Caribbean Community - History

History

The Caribbean Community (CARICOM), originally the Caribbean Community and Common Market, was established by the Treaty of Chaguaramas which came into effect on 1 August 1973. The first four signatories were Barbados, Jamaica, Guyana and Trinidad and Tobago.

CARICOM superseded the 1965–1972 Caribbean Free Trade Association (CARIFTA), which had been organised to provide a continued economic linkage between the English-speaking countries of the Caribbean following the dissolution of the West Indies Federation which lasted from 3 January 1958 to 31 May 1962.

A Revised Treaty of Chaguaramas establishing the Caribbean Community including the CARICOM Single Market and Economy (CSME) was signed by the CARICOM Heads of Government of the Caribbean Community on 5 July 2001 at their Twenty-Second Meeting of the Conference in Nassau, The Bahamas.

Read more about this topic:  Caribbean Community

Famous quotes containing the word history:

    In nature, all is useful, all is beautiful. It is therefore beautiful, because it is alive, moving, reproductive; it is therefore useful, because it is symmetrical and fair. Beauty will not come at the call of a legislature, nor will it repeat in England or America its history in Greece. It will come, as always, unannounced, and spring up between the feet of brave and earnest men.
    Ralph Waldo Emerson (1803–1882)

    A man will not need to study history to find out what is best for his own culture.
    Henry David Thoreau (1817–1862)

    The foregoing generations beheld God and nature face to face; we, through their eyes. Why should not we also enjoy an original relation to the universe? Why should not we have a poetry and philosophy of insight and not of tradition, and a religion by revelation to us, and not the history of theirs?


▶ **Problem description**:
Each record below needs to be written out exactly as it appears.

▶ **Information provided**:
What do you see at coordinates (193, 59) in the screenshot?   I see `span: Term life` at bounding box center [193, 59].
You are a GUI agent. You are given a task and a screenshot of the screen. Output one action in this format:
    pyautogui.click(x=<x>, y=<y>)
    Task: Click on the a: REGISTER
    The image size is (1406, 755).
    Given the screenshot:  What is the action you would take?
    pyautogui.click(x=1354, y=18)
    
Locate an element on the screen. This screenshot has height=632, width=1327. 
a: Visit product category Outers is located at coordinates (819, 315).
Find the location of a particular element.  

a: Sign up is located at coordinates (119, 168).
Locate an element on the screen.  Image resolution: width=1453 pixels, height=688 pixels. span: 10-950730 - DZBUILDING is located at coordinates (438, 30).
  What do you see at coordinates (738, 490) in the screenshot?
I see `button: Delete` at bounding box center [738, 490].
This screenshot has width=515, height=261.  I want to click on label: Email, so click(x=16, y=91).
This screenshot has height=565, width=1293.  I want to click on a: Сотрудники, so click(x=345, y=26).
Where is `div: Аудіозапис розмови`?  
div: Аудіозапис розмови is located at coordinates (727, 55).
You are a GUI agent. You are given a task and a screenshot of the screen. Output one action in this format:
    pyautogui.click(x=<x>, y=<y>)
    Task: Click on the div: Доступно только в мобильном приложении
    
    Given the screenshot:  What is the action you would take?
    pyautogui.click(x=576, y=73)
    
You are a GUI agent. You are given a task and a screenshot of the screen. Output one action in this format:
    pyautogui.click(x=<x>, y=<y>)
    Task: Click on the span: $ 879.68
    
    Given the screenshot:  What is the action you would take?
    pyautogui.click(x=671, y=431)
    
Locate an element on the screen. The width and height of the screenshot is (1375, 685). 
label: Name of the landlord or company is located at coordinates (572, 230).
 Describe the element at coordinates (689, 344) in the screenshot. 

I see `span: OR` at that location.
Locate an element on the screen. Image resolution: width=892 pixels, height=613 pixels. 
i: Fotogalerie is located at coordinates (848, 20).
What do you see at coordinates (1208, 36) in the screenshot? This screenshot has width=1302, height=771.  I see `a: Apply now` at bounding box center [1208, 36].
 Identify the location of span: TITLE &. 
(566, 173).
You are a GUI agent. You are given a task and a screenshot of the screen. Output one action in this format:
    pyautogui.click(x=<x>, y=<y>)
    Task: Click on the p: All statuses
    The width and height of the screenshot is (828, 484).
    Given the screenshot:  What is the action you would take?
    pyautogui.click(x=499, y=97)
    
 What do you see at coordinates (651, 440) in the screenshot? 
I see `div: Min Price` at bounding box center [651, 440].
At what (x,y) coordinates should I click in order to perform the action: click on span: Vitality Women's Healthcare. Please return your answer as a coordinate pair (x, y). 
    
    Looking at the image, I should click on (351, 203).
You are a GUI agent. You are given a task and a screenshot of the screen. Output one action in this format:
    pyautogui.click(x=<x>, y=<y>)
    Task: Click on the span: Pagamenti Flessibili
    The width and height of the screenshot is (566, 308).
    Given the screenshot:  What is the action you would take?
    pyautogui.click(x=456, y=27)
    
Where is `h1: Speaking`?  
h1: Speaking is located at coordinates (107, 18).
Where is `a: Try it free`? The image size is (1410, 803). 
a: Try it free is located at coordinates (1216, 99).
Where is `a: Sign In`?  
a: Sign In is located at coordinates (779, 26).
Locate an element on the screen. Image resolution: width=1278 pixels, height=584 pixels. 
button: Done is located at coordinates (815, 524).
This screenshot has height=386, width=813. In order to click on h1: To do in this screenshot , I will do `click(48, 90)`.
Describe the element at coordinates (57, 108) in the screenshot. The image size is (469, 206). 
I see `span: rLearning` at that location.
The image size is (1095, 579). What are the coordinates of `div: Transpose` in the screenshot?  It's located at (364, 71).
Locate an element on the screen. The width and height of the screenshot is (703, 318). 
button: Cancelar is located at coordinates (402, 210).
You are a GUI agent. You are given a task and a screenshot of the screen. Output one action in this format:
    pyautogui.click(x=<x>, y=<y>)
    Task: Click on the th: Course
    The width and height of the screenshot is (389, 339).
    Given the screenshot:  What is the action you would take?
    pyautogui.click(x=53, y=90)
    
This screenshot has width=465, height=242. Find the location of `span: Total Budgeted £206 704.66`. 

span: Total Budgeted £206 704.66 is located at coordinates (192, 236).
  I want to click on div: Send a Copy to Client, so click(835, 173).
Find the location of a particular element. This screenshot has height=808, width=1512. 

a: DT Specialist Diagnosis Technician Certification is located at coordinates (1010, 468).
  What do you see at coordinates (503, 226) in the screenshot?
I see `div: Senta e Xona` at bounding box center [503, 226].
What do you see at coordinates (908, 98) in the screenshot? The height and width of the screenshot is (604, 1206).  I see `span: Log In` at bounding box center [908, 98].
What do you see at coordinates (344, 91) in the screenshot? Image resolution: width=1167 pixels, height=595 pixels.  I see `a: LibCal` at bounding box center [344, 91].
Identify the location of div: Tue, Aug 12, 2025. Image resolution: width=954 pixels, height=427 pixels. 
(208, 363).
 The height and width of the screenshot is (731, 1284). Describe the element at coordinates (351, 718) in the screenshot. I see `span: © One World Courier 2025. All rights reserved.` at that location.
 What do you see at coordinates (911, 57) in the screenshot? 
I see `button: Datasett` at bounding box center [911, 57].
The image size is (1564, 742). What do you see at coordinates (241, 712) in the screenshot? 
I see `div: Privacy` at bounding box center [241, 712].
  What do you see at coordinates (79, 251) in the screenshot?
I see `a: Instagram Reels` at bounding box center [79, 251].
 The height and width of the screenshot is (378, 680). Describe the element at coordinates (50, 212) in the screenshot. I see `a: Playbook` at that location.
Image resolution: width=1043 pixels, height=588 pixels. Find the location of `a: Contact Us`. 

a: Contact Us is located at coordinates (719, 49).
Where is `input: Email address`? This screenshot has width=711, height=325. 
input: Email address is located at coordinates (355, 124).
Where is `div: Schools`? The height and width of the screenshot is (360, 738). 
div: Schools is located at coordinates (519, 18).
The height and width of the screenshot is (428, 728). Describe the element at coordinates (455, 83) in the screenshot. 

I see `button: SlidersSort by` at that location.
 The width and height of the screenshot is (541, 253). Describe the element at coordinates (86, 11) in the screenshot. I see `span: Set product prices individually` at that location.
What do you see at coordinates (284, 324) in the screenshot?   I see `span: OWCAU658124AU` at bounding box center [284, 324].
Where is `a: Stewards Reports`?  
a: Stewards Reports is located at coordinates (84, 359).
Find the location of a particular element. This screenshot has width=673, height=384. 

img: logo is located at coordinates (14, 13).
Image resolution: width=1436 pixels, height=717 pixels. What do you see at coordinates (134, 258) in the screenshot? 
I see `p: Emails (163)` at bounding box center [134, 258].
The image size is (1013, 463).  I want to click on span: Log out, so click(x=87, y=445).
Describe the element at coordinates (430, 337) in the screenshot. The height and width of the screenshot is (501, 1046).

▶ **Solution for this exercise**:
What do you see at coordinates (193, 59) in the screenshot?   I see `span: Term life` at bounding box center [193, 59].
You are a GUI agent. You are given a task and a screenshot of the screen. Output one action in this format:
    pyautogui.click(x=<x>, y=<y>)
    Task: Click on the a: REGISTER
    The image size is (1406, 755).
    Given the screenshot:  What is the action you would take?
    pyautogui.click(x=1354, y=18)
    
Locate an element on the screen. This screenshot has height=632, width=1327. 
a: Visit product category Outers is located at coordinates (819, 315).
Find the location of a particular element.  

a: Sign up is located at coordinates (119, 168).
Locate an element on the screen.  Image resolution: width=1453 pixels, height=688 pixels. span: 10-950730 - DZBUILDING is located at coordinates (438, 30).
  What do you see at coordinates (738, 490) in the screenshot?
I see `button: Delete` at bounding box center [738, 490].
This screenshot has width=515, height=261.  I want to click on label: Email, so click(x=16, y=91).
This screenshot has height=565, width=1293.  I want to click on a: Сотрудники, so click(x=345, y=26).
Where is `div: Аудіозапис розмови`?  
div: Аудіозапис розмови is located at coordinates (727, 55).
You are a GUI agent. You are given a task and a screenshot of the screen. Output one action in this format:
    pyautogui.click(x=<x>, y=<y>)
    Task: Click on the div: Доступно только в мобильном приложении
    
    Given the screenshot:  What is the action you would take?
    pyautogui.click(x=576, y=73)
    
You are a GUI agent. You are given a task and a screenshot of the screen. Output one action in this format:
    pyautogui.click(x=<x>, y=<y>)
    Task: Click on the span: $ 879.68
    
    Given the screenshot:  What is the action you would take?
    pyautogui.click(x=671, y=431)
    
Locate an element on the screen. The width and height of the screenshot is (1375, 685). 
label: Name of the landlord or company is located at coordinates (572, 230).
 Describe the element at coordinates (689, 344) in the screenshot. 

I see `span: OR` at that location.
Locate an element on the screen. Image resolution: width=892 pixels, height=613 pixels. 
i: Fotogalerie is located at coordinates (848, 20).
What do you see at coordinates (1208, 36) in the screenshot? This screenshot has width=1302, height=771.  I see `a: Apply now` at bounding box center [1208, 36].
 Identify the location of span: TITLE &. 
(566, 173).
You are a GUI agent. You are given a task and a screenshot of the screen. Output one action in this format:
    pyautogui.click(x=<x>, y=<y>)
    Task: Click on the p: All statuses
    The width and height of the screenshot is (828, 484).
    Given the screenshot:  What is the action you would take?
    pyautogui.click(x=499, y=97)
    
 What do you see at coordinates (651, 440) in the screenshot? 
I see `div: Min Price` at bounding box center [651, 440].
At what (x,y) coordinates should I click in order to perform the action: click on span: Vitality Women's Healthcare. Please return your answer as a coordinate pair (x, y). 
    
    Looking at the image, I should click on (351, 203).
You are a GUI agent. You are given a task and a screenshot of the screen. Output one action in this format:
    pyautogui.click(x=<x>, y=<y>)
    Task: Click on the span: Pagamenti Flessibili
    The width and height of the screenshot is (566, 308).
    Given the screenshot:  What is the action you would take?
    pyautogui.click(x=456, y=27)
    
Where is `h1: Speaking`?  
h1: Speaking is located at coordinates (107, 18).
Where is `a: Try it free`? The image size is (1410, 803). 
a: Try it free is located at coordinates (1216, 99).
Where is `a: Sign In`?  
a: Sign In is located at coordinates (779, 26).
Locate an element on the screen. Image resolution: width=1278 pixels, height=584 pixels. 
button: Done is located at coordinates (815, 524).
This screenshot has height=386, width=813. In order to click on h1: To do in this screenshot , I will do `click(48, 90)`.
Describe the element at coordinates (57, 108) in the screenshot. The image size is (469, 206). 
I see `span: rLearning` at that location.
The image size is (1095, 579). What are the coordinates of `div: Transpose` in the screenshot?  It's located at (364, 71).
Locate an element on the screen. The width and height of the screenshot is (703, 318). 
button: Cancelar is located at coordinates (402, 210).
You are a GUI agent. You are given a task and a screenshot of the screen. Output one action in this format:
    pyautogui.click(x=<x>, y=<y>)
    Task: Click on the th: Course
    The width and height of the screenshot is (389, 339).
    Given the screenshot:  What is the action you would take?
    pyautogui.click(x=53, y=90)
    
This screenshot has width=465, height=242. Find the location of `span: Total Budgeted £206 704.66`. 

span: Total Budgeted £206 704.66 is located at coordinates (192, 236).
  I want to click on div: Send a Copy to Client, so click(835, 173).
Find the location of a particular element. This screenshot has height=808, width=1512. 

a: DT Specialist Diagnosis Technician Certification is located at coordinates (1010, 468).
  What do you see at coordinates (503, 226) in the screenshot?
I see `div: Senta e Xona` at bounding box center [503, 226].
What do you see at coordinates (908, 98) in the screenshot? The height and width of the screenshot is (604, 1206).  I see `span: Log In` at bounding box center [908, 98].
What do you see at coordinates (344, 91) in the screenshot? Image resolution: width=1167 pixels, height=595 pixels.  I see `a: LibCal` at bounding box center [344, 91].
Identify the location of div: Tue, Aug 12, 2025. Image resolution: width=954 pixels, height=427 pixels. 
(208, 363).
 The height and width of the screenshot is (731, 1284). Describe the element at coordinates (351, 718) in the screenshot. I see `span: © One World Courier 2025. All rights reserved.` at that location.
 What do you see at coordinates (911, 57) in the screenshot? 
I see `button: Datasett` at bounding box center [911, 57].
The image size is (1564, 742). What do you see at coordinates (241, 712) in the screenshot? 
I see `div: Privacy` at bounding box center [241, 712].
  What do you see at coordinates (79, 251) in the screenshot?
I see `a: Instagram Reels` at bounding box center [79, 251].
 The height and width of the screenshot is (378, 680). Describe the element at coordinates (50, 212) in the screenshot. I see `a: Playbook` at that location.
Image resolution: width=1043 pixels, height=588 pixels. Find the location of `a: Contact Us`. 

a: Contact Us is located at coordinates (719, 49).
Where is `input: Email address`? This screenshot has width=711, height=325. 
input: Email address is located at coordinates (355, 124).
Where is `div: Schools`? The height and width of the screenshot is (360, 738). 
div: Schools is located at coordinates (519, 18).
The height and width of the screenshot is (428, 728). Describe the element at coordinates (455, 83) in the screenshot. 

I see `button: SlidersSort by` at that location.
 The width and height of the screenshot is (541, 253). Describe the element at coordinates (86, 11) in the screenshot. I see `span: Set product prices individually` at that location.
What do you see at coordinates (284, 324) in the screenshot?   I see `span: OWCAU658124AU` at bounding box center [284, 324].
Where is `a: Stewards Reports`?  
a: Stewards Reports is located at coordinates (84, 359).
Find the location of a particular element. This screenshot has width=673, height=384. 

img: logo is located at coordinates (14, 13).
Image resolution: width=1436 pixels, height=717 pixels. What do you see at coordinates (134, 258) in the screenshot? 
I see `p: Emails (163)` at bounding box center [134, 258].
The image size is (1013, 463).  I want to click on span: Log out, so click(x=87, y=445).
Describe the element at coordinates (430, 337) in the screenshot. The height and width of the screenshot is (501, 1046).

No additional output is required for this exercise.